Review Summary: Despite lifting much of its sound from last year's Sempiternal, Restoring Force is a competent and varied radio rock/hardcore album worth at least a couple spins.
Of Mice & Men is best known as the spawn of Austin Carlile, ex-Attack Attack! vocalist and current Oli Sykes impersonator, and Rise Records. He brought the hardcore elements of his previous band over to the new project, stripped them of all of traces of cheesy synths, found someone with actual talent to sing the choruses, and managed to release a serviceable crowd-pleasing pop-hardcore album. There was some turbulence in the lineup after that, including a period where Austin left the band and was replaced with current Glass Cloud vocalist Jerry Rouche (his only recording with the band was a cover of ***ing "Blame It" of all things), but eventually he returned to the band with guitarist Alan Ashby and put out "The Flood", which essentially continued the direction they had pursued with the first album, albeit with much more atmosphere and variety. They were at an artistic high, until the departure of aforementioned clean vocalist Shayley Bourget.
It's unsurprising that a band that was essentially the creation of a record label would change sounds at the drop of a hat, but given the consistency between the first two albums, it was a bit of a jolt when the bonus disc of new songs accompanying the rerelease of The Flood sounded exactly like a worse version of BMTH's latest album at the time, "Really Pretentiously Long Title I'm Too Lazy To Remember". The world kind of lost interest in the band for a while, even amidst the interesting announcement of Jamie's Elsewhere vocalist Aaron Pauley as the band's new clean singer, as what Shayley was doing with his new project sounded far more interesting and had much more press than what OM&M was inevitably working on. Fast forward to now, almost three years after their last album, and we finally have the result of the new formula. It's a small miracle, but Restoring Force manages to be a catchy radio rock album that's much better when it's using the songwriting talents of Aaron and guitarist Alan Ashby and not relying on tired screaming from Austin.
The album hits its high points early, with the classic OM&M sounding opener "Public Service Announcement" and the two most single ready songs here, "Feels Like Forever" and "Would You Still Be There", which sound more like Three Days Grace than anything from the band's back catalog. The change, scary as it may sound, results in some great and hard hitting choruses and riffs, the likes of which radio rock hasn't seen for a long time. "Bones Exposed" and "Glass Hearts" strongly evoke modern era Bring Me The Horizon, with similar production further highlighting the comparison. The verses are standard hardcore fare, but the choruses are expertly sung by Aaron (although you can detect more than a hint of pitch correction). And "Another You" is perhaps the most radio friendly track on the album. The back half of the album suffers heavily in memorability, but it's certainly fun while it's playing, and the closing track "Space Enough To Grow" is ethereal and well placed as a closer.
Perhaps the biggest flaw in Restoring Force is lasting appeal. It's fun enough to be captivating while it's playing, and it's catchy enough to stay in your head for a few days. But this one doesn't do enough different to deserve to stay on your musical radar for very long at all. The heavy elements aren't well done enough to do much more than make you wish you were listening to similar bands that pull it off much better. The radio rock parts are great, to the point where some of these songs might get well deserved major airplay on big stations if Rise plays its cards right (larger question - is traditional radio even relevant anymore?), and they're well placed as the focus of the album, but there's not quite enough of it to balance out the blander, forced hardcore side. Still though, it's an admirable thing to take steps towards a new sound with a market as guaranteed as this band has, and Restoring Force proves that Of Mice & Men can be good at radio rock if they try.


Assignment: The records that follow should be copied out exactly, pictures excluded.

Saved data entries:
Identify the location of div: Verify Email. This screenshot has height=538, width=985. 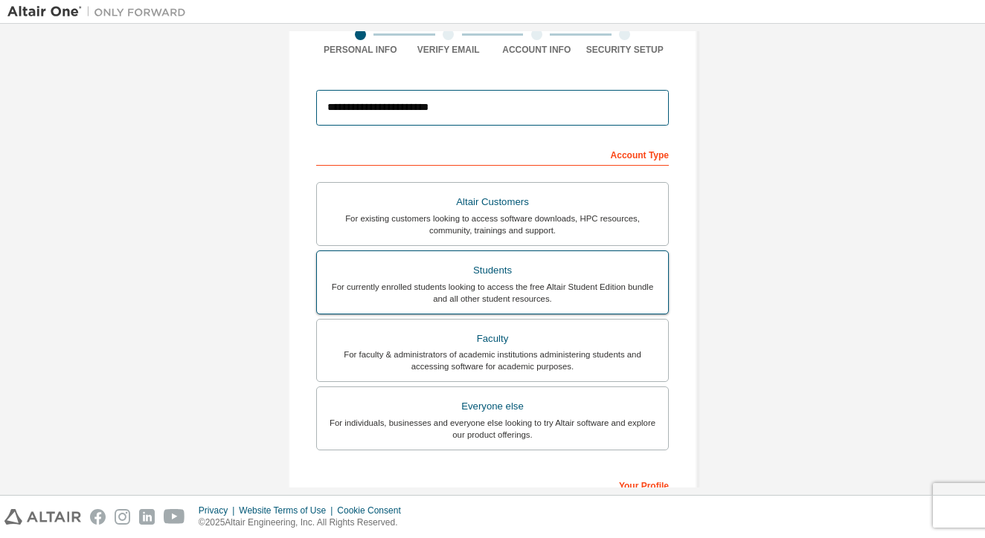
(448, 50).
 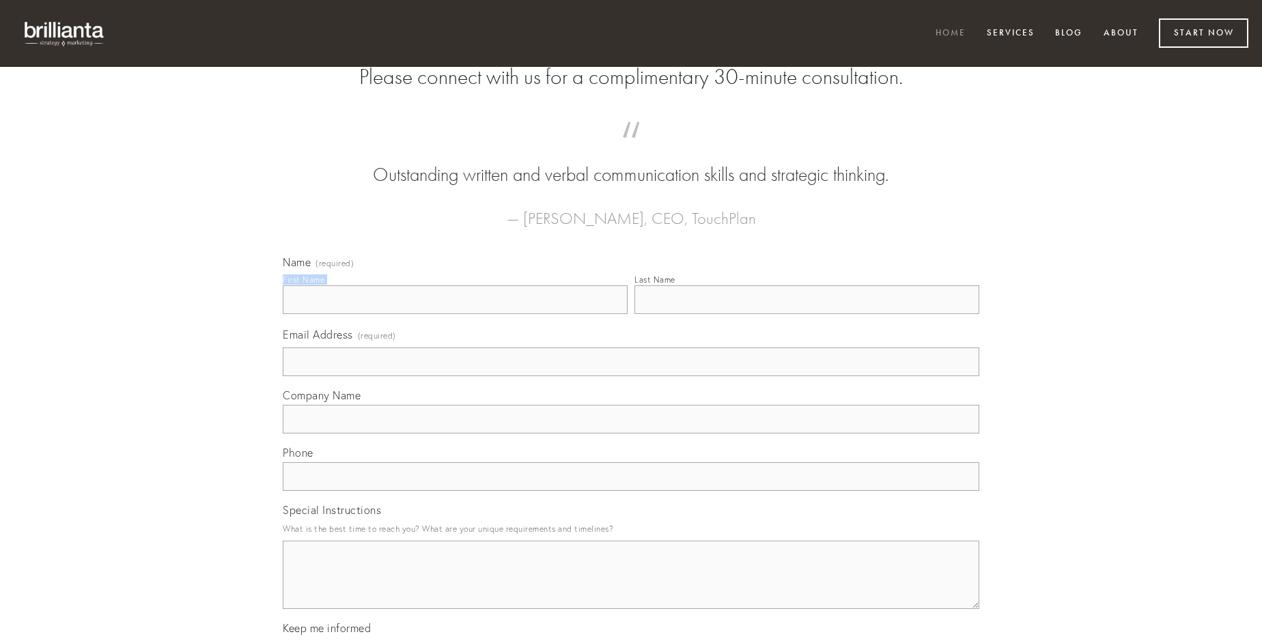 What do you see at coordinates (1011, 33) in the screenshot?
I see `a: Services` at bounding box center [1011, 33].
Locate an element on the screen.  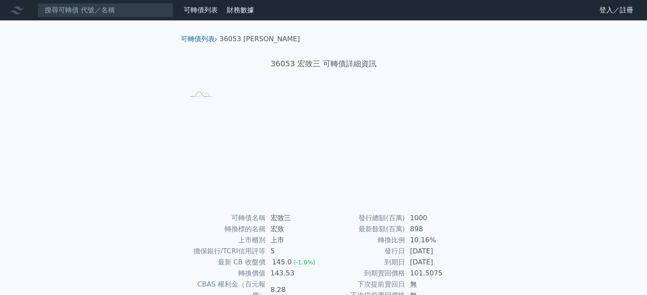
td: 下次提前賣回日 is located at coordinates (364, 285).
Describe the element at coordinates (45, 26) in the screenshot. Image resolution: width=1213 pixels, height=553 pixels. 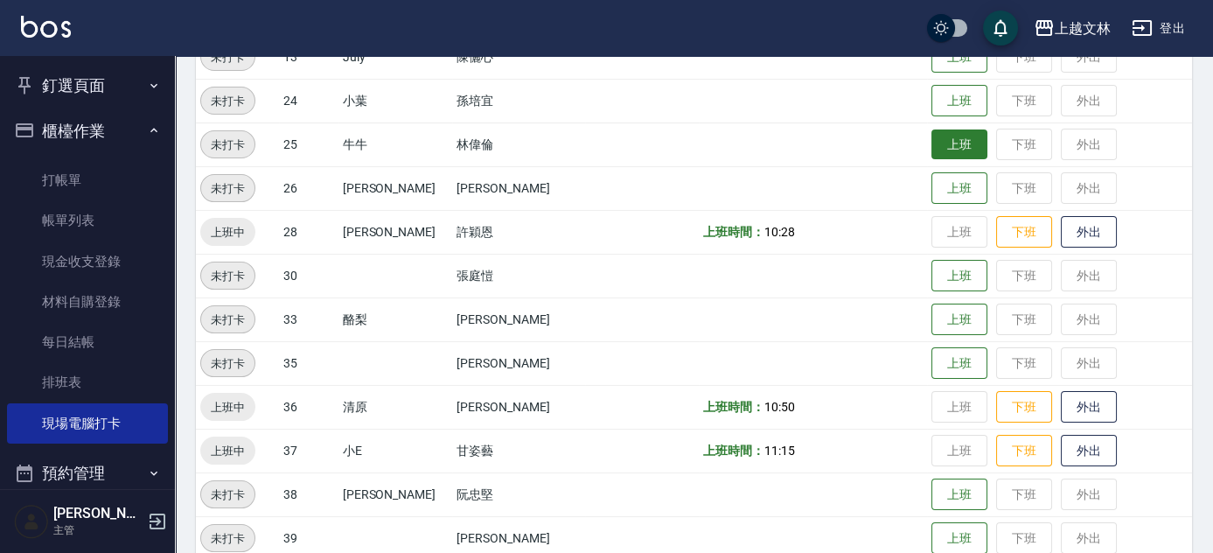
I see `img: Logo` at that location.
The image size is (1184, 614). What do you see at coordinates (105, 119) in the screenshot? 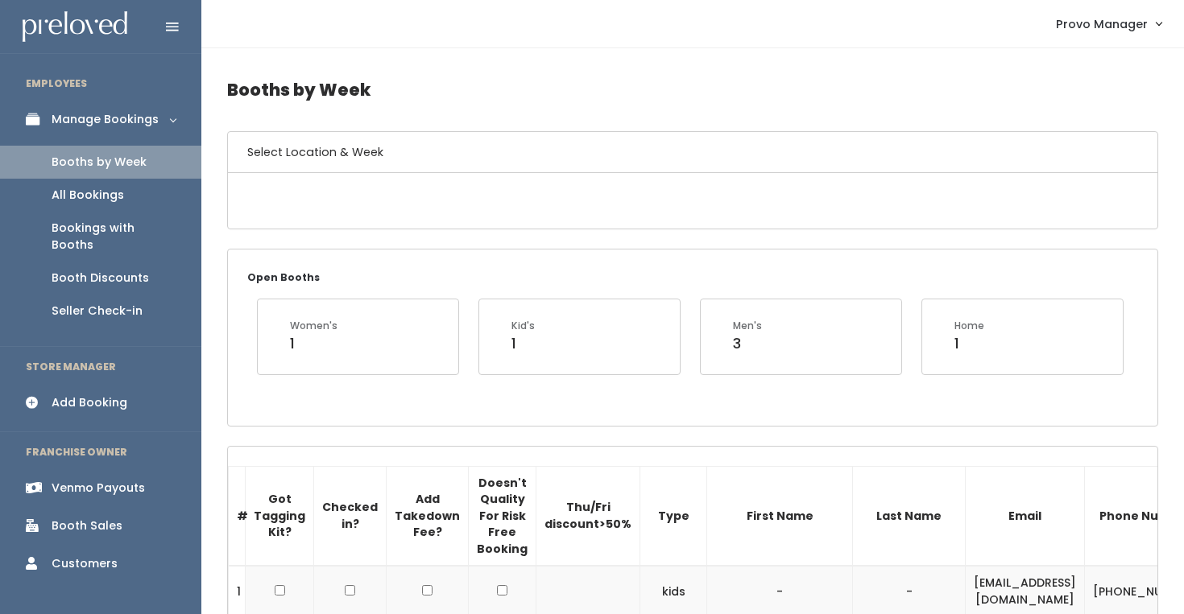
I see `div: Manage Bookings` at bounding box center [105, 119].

Exercise response:
Identify the location of div: Verify Email. This screenshot has height=538, width=985. 
(448, 50).
  What do you see at coordinates (1011, 33) in the screenshot?
I see `a: Services` at bounding box center [1011, 33].
Locate an element on the screen.  
td: 下次提前賣回日 is located at coordinates (364, 285).
Describe the element at coordinates (45, 26) in the screenshot. Image resolution: width=1213 pixels, height=553 pixels. 
I see `img: Logo` at that location.
The image size is (1184, 614). What do you see at coordinates (105, 119) in the screenshot? 
I see `div: Manage Bookings` at bounding box center [105, 119].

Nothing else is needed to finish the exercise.